How can I set up the operator<< function to allow me to stream data into cout (or any other ostream)?

The way you did here:

std::ostream& operator<<(std::ostream& os, const T& obj)
{
  // write obj to stream
  return os;
}

As others usefully pointed out in the comments, you will need to place it outside of your integer classes to be a "free function". It could still be the member of your integer classes, but yeah, that is it.

But this seems to be for if I wanted to stream something into my object. (i.e. having the << on the right side of my object). But I want to change the behavior of << when it is on the LEFT side of my object.

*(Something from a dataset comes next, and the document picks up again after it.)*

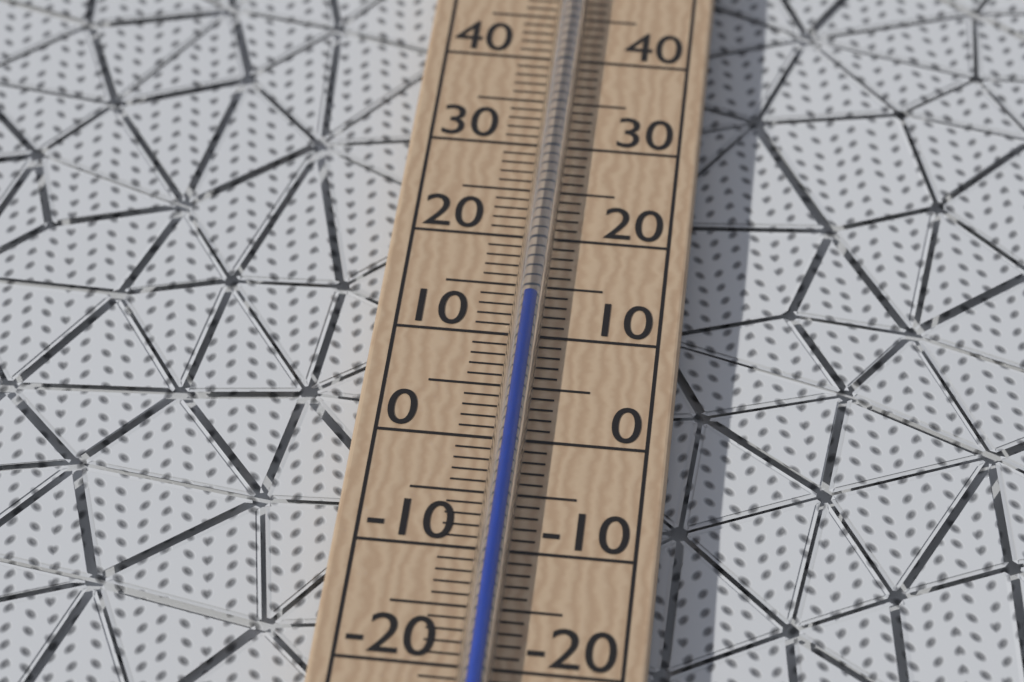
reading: 13 °C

I am not sure where you got that from but the first argument is the left side argument which is the output stream in your case, and the second is the instance of your integer class that gets written to that output stream.

OTHER TIPS

In C++ streams,

std::cout << a;

is just syntactic sugar for

operator<<(std::cout, a);

which matches the signature

std::ostream& operator<<(std::ostream& os, const int &a);

So likewise,

std::cout << myBigInt;

would be syntactic sugar for

operator<<(cstd::cout, myBigInt);

Therefore the snippet you posted enables the syntax

os << obj; // os is an ostream; obj is a T

In other words, the << is on the left side of obj and/or myBigInt since the binary operator goes in between the two operands that you see in the function argument list.